October 04, 2021

CEOs Against Medicare Price Negotiation Were Paid $400 Million Collectively Last Year

The fight over allowing Medicare to negotiate lower drug prices, and use the savings to expand guaranteed dental, hearing and vision benefits, continued in earnest on Capitol Hill this week.

Executives from 33 pharmaceutical corporations sent a letter to Congress reiterating their opposition to allowing Medicare to negotiate lower prescription drug prices. The letter contained numerous falsehoods about the impact of Medicare drug price negotiations and asked Congress to block any legislation that would weaken their monopoly power to set prices.

In response, Patients For Affordable Drugs Now, a bipartisan organization fighting for lower drug prices, released new data showing that Big Pharma CEOs were collectively paid $400 million in 2020. The average compensation for the CEOs was $12.5 million, 185 times the average American household income — and 420 times the income of Medicare beneficiaries.

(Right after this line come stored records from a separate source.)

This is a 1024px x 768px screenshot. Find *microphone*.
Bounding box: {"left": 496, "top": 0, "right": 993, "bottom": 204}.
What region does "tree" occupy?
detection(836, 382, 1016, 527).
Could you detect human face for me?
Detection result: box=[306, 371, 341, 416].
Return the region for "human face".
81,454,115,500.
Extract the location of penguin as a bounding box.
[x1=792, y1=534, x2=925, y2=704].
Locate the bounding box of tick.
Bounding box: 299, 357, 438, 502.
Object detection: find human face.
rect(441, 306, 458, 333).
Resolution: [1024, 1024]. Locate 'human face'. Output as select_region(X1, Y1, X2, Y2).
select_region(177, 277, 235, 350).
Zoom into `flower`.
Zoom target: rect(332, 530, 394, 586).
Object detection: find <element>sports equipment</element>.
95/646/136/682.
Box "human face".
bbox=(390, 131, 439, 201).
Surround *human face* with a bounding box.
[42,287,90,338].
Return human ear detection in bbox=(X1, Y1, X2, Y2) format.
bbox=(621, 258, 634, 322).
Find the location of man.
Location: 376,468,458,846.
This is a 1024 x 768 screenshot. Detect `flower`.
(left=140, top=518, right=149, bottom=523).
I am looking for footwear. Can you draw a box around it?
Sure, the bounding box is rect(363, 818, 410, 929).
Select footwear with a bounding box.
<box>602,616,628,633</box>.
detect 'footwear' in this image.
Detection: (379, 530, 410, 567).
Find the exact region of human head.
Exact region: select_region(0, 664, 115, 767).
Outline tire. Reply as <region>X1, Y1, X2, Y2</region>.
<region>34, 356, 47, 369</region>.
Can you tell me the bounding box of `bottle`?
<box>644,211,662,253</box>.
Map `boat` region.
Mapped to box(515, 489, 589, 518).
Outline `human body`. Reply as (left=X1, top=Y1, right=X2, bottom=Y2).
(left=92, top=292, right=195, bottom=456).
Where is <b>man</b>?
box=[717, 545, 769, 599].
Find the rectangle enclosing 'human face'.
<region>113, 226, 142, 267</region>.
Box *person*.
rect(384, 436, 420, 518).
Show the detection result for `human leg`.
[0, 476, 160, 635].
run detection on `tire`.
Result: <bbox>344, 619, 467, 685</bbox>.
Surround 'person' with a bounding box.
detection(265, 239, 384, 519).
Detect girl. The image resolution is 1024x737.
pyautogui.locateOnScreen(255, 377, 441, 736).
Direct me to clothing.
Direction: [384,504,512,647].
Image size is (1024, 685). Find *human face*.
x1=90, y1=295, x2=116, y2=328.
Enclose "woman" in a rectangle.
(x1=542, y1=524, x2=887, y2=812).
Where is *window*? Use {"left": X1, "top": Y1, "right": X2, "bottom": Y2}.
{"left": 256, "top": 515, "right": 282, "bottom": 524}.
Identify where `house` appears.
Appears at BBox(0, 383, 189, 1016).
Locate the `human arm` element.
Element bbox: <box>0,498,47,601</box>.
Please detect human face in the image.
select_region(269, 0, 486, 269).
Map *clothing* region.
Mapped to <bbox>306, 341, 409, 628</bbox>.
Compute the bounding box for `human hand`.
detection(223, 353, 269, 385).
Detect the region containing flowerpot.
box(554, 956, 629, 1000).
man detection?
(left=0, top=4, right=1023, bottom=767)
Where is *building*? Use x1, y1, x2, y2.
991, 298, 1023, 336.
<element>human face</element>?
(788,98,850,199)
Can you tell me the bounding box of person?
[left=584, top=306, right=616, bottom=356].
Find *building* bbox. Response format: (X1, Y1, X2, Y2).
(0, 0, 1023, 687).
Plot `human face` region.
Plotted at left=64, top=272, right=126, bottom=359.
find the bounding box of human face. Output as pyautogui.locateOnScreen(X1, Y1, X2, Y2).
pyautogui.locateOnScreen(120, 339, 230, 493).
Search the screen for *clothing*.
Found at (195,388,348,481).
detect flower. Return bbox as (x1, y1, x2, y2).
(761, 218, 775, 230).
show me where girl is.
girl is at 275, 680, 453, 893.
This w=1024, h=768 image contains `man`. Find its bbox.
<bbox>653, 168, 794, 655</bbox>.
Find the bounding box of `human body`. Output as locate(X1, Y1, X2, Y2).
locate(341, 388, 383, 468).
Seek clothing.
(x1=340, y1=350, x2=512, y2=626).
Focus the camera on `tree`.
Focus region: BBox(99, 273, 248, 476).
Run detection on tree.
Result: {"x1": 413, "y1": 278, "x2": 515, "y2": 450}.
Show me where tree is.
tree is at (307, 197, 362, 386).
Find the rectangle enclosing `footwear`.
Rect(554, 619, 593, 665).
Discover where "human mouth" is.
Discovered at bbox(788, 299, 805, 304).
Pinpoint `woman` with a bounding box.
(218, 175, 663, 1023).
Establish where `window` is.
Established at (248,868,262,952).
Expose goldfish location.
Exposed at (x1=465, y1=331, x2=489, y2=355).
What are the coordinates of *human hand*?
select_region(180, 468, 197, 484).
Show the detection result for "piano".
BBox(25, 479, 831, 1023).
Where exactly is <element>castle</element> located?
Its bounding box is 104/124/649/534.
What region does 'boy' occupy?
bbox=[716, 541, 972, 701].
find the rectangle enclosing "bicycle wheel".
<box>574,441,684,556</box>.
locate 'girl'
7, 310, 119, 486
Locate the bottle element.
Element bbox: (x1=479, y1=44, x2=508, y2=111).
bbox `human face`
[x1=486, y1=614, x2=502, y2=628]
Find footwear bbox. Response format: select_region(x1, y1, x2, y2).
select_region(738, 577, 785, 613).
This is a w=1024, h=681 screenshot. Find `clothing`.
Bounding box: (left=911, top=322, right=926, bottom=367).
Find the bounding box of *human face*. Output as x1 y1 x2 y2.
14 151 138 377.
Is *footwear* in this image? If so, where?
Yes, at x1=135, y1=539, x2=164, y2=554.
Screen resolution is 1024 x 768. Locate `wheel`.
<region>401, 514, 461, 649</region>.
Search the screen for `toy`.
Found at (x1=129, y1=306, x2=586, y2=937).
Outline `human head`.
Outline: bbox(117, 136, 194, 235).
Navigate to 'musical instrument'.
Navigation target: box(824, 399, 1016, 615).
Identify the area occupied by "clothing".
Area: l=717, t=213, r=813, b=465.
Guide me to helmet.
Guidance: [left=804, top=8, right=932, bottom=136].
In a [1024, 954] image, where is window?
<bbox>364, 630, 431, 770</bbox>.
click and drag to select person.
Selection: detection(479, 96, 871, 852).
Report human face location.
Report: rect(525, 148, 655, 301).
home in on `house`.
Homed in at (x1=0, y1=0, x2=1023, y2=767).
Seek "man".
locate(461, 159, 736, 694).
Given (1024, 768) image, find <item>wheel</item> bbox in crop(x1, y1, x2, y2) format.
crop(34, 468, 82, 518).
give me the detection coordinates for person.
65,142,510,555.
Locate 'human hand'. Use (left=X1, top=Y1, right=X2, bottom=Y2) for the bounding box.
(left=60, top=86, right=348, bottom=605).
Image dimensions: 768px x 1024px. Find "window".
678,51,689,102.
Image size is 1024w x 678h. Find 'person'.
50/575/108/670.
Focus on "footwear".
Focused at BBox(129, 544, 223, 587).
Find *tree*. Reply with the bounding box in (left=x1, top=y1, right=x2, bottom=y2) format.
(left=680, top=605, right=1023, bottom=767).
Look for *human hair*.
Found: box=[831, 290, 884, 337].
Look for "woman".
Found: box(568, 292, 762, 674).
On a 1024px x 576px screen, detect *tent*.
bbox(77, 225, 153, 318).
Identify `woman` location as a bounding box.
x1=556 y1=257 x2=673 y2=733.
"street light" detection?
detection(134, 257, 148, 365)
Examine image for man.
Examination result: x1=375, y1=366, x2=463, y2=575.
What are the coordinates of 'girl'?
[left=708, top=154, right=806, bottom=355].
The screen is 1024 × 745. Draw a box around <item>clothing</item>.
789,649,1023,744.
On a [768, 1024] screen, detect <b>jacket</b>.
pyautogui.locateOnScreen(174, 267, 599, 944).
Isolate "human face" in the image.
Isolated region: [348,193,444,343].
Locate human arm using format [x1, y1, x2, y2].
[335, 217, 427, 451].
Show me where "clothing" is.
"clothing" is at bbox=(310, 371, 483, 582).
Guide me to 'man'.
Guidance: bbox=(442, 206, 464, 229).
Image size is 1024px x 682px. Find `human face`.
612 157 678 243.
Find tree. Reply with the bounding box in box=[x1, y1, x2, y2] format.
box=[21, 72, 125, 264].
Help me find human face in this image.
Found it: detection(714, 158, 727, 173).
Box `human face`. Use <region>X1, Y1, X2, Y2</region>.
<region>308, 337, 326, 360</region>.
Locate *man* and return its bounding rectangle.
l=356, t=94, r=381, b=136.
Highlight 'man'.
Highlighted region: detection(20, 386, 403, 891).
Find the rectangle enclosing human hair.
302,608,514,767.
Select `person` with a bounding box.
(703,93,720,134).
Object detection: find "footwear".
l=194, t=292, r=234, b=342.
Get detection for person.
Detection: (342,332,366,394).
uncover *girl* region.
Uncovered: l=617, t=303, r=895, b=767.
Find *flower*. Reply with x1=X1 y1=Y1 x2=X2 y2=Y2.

The report also shows that 19 of the 33 companies that wrote to Congress are based in foreign countries, where they charge less than half what they charge Americans for the same drugs.

“Americans pay the highest prices in the world for prescription drugs and these CEOs are fighting tooth and nail to keep it that way,” said Richard Fiesta, Executive Director of the Alliance. “We are doing everything we can to defeat these corporations and get this common sense solution into law. President Biden has made this a priority, and Congress needs to deliver this for the American people.”